Fortnightly Top Innovators
Steve Mitnick has authored five books on the economics, history, and people of the utilities industries. While in the consulting practice leadership of McKinsey & Co. and Marsh & McLennan, he advised utility leaders. He led a transmission development company and was a New York Governor’s chief energy advisor. Mitnick was an expert witness appearing before utility regulatory commissions of six states, D.C., FERC, and in Canada, and taught microeconomics, macroeconomics, and statistics at Georgetown University.
Did you know that eighty-eight is the largest number not containing the letter n in its name? Pretty cool. It’s also cool that eighty-eight is the number of nominations we received this year for Fortnightly Top Innovators.
We ended up giving awards to twenty-three teams of innovators at utilities. One of those teams was Eversource. Jing Yang, Junhui Zhao, Richard Flynn, and Trevor Tessin developed an analytical tool using advanced machine learning for early detection of leaks in high-pressure fluid filled cable insulation, a significant environmental risk. For that, the Eversource team won the Francis Upton Top Innovator Award in Analytics in Utility Service.
A team at AES Utilities – Norvin Clontz, Jeff Mast, Scott White, and Rob Whitworth – also won this award. They built an artificial intelligence/machine learning set of models to predict how weather and T&D programs too affected reliability metrics, SAIDI, SAIFI, etc.
At the other end of the extreme was the eleven-person team at PNM Resources that won the Lewis Latimer Top Innovator Award in Technology or Process Design. PNM’s Kathleen Larese, Omni Warner, Andrea Sanchez, Ryan Sais-Buchanan, Mike Moyer, Jerrold Ortega, Mitch McClellan, Victoria Rodriguez, Aaron Cabral, Jordan Ludi, and Rosie Reyes-Lopez redesigned the process for new service delivery, greatly improving customer satisfaction.
A team at PSEG also won this award. Ashwini Paranjape and Brien Heath led the effort to completely overhaul the blue sky and storm response procedures and replace field crew devices for much better situational awareness, decision making, and communications back to dispatch centers.
There were so many hugely consequential innovations engineered by the nominated teams. Two more examples were the teams at CMS Energy and at PPL Corp. that took the John Beggs Top Innovator Award in Energy Transition. CMS’ Neal Dreisig, Alycia Tolman, and Andy Stoops achieved the nation’s first regulatory approval for a utility to own, operate, and maintain renewable natural gas production assets connecting the dairy and utility industry across Michigan (in the absence of a state mandate).
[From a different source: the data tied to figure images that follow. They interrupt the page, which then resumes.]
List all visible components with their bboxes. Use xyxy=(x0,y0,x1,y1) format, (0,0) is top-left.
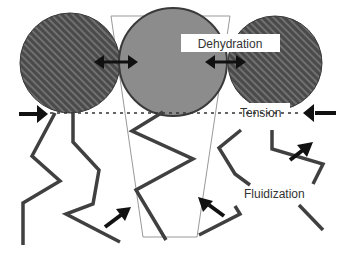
fluidization-label: Fluidization xyxy=(244,187,305,201)
acyl-chains xyxy=(23,112,323,245)
chain-left-1 xyxy=(23,113,60,245)
diagram-canvas: Dehydration Tension Fluidiz xyxy=(0,0,346,256)
chain-right-4 xyxy=(299,205,323,230)
chain-right-2 xyxy=(272,130,323,184)
tension-arrow-right xyxy=(303,104,336,122)
chain-right-1 xyxy=(219,130,250,185)
dehydration-label: Dehydration xyxy=(198,37,263,51)
tension-arrow-left xyxy=(19,105,48,123)
membrane-diagram: Dehydration Tension Fluidiz xyxy=(0,0,346,256)
tension-label: Tension xyxy=(240,106,281,120)
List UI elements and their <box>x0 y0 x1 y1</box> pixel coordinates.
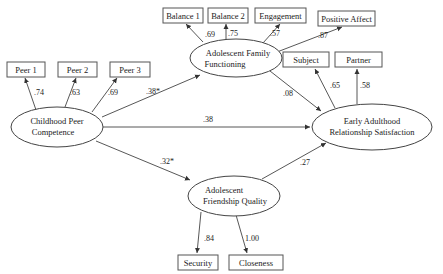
svg-text:Subject: Subject <box>293 55 319 65</box>
svg-text:Balance 2: Balance 2 <box>211 11 245 21</box>
indicator-peer-1: Peer 1 <box>7 62 45 77</box>
indicator-positive-affect: Positive Affect <box>318 11 375 26</box>
svg-text:Security: Security <box>184 258 213 268</box>
svg-text:.87: .87 <box>318 31 328 40</box>
svg-text:.38*: .38* <box>146 87 160 96</box>
svg-text:Peer 1: Peer 1 <box>15 65 36 75</box>
svg-text:.57: .57 <box>270 29 280 38</box>
path-diagram: Peer 1 Peer 2 Peer 3 Balance 1 Balance 2… <box>0 0 443 274</box>
svg-text:Closeness: Closeness <box>239 258 273 268</box>
svg-text:.84: .84 <box>204 234 214 243</box>
latent-childhood-peer-competence: Childhood Peer Competence <box>11 107 103 147</box>
svg-text:1.00: 1.00 <box>245 234 259 243</box>
indicator-closeness: Closeness <box>229 255 283 270</box>
svg-text:.27: .27 <box>300 158 310 167</box>
indicator-subject: Subject <box>283 52 329 67</box>
svg-text:.75: .75 <box>228 29 238 38</box>
svg-text:Partner: Partner <box>346 55 371 65</box>
svg-text:.74: .74 <box>34 88 44 97</box>
indicator-peer-2: Peer 2 <box>58 62 97 77</box>
svg-text:Friendship Quality: Friendship Quality <box>203 196 268 206</box>
svg-text:Balance 1: Balance 1 <box>166 11 200 21</box>
svg-text:Positive Affect: Positive Affect <box>321 14 372 24</box>
svg-text:Competence: Competence <box>32 127 75 137</box>
svg-text:.69: .69 <box>108 88 118 97</box>
svg-text:Relationship Satisfaction: Relationship Satisfaction <box>329 127 415 137</box>
indicator-peer-3: Peer 3 <box>110 62 150 77</box>
svg-text:Childhood Peer: Childhood Peer <box>30 116 83 126</box>
svg-text:.65: .65 <box>330 81 340 90</box>
svg-text:Adolescent: Adolescent <box>205 185 244 195</box>
indicator-balance-2: Balance 2 <box>208 8 248 23</box>
svg-text:.08: .08 <box>283 89 293 98</box>
svg-text:Functioning: Functioning <box>204 59 246 69</box>
svg-text:.69: .69 <box>205 30 215 39</box>
svg-text:.32*: .32* <box>160 157 174 166</box>
svg-text:.58: .58 <box>360 81 370 90</box>
svg-text:Peer 3: Peer 3 <box>119 65 140 75</box>
indicator-partner: Partner <box>335 52 382 67</box>
svg-text:Early Adulthood: Early Adulthood <box>344 116 401 126</box>
latent-adolescent-friendship-quality: Adolescent Friendship Quality <box>188 176 280 216</box>
svg-text:Engagement: Engagement <box>259 11 302 21</box>
indicator-balance-1: Balance 1 <box>163 8 203 23</box>
svg-text:Peer 2: Peer 2 <box>67 65 88 75</box>
svg-text:.38: .38 <box>203 115 213 124</box>
indicator-security: Security <box>178 255 218 270</box>
indicator-engagement: Engagement <box>255 8 306 23</box>
svg-text:Adolescent Family: Adolescent Family <box>206 48 271 58</box>
latent-adolescent-family-functioning: Adolescent Family Functioning <box>190 39 282 77</box>
latent-early-adulthood-relationship-satisfaction: Early Adulthood Relationship Satisfactio… <box>312 104 432 150</box>
svg-text:.63: .63 <box>70 88 80 97</box>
PPL’s Aron Patrick, Samual Kelty, Chad Alkire, and David Beyerle established a renewable integration research facility at a legacy coal-fired plant to test new technologies and evaluate their viability for utility-scale grid integration. The facility is fully operational, and several test projects are ongoing.
I could go on and on. But just one more award for now. Teams at Ameren – Patrick Brown, Sacoyya Davis, Pat Justis, Gwen Mizell, Ken Patrick, and Marco Tipton – and at the New York Power Authority – Nick Peretta and John Markowitz – walked away with the William Hammer Top Innovator Award in Electrification.
The Ameren team created St. Louis Vehicle Electrification Rides for Seniors to increase EV adoption and reduce transportation expenses of social service agencies in low-income communities.
The NYPA team is collaborating with New York City’s transportation authority to transform the country’s largest bus fleet with zero-emission vehicles, including the installation of depot and city street charging systems.
The evidence is quite clear from the eighty-eight nominations and the awarded teams in particular. Innovation is integral to the culture of so many utilities.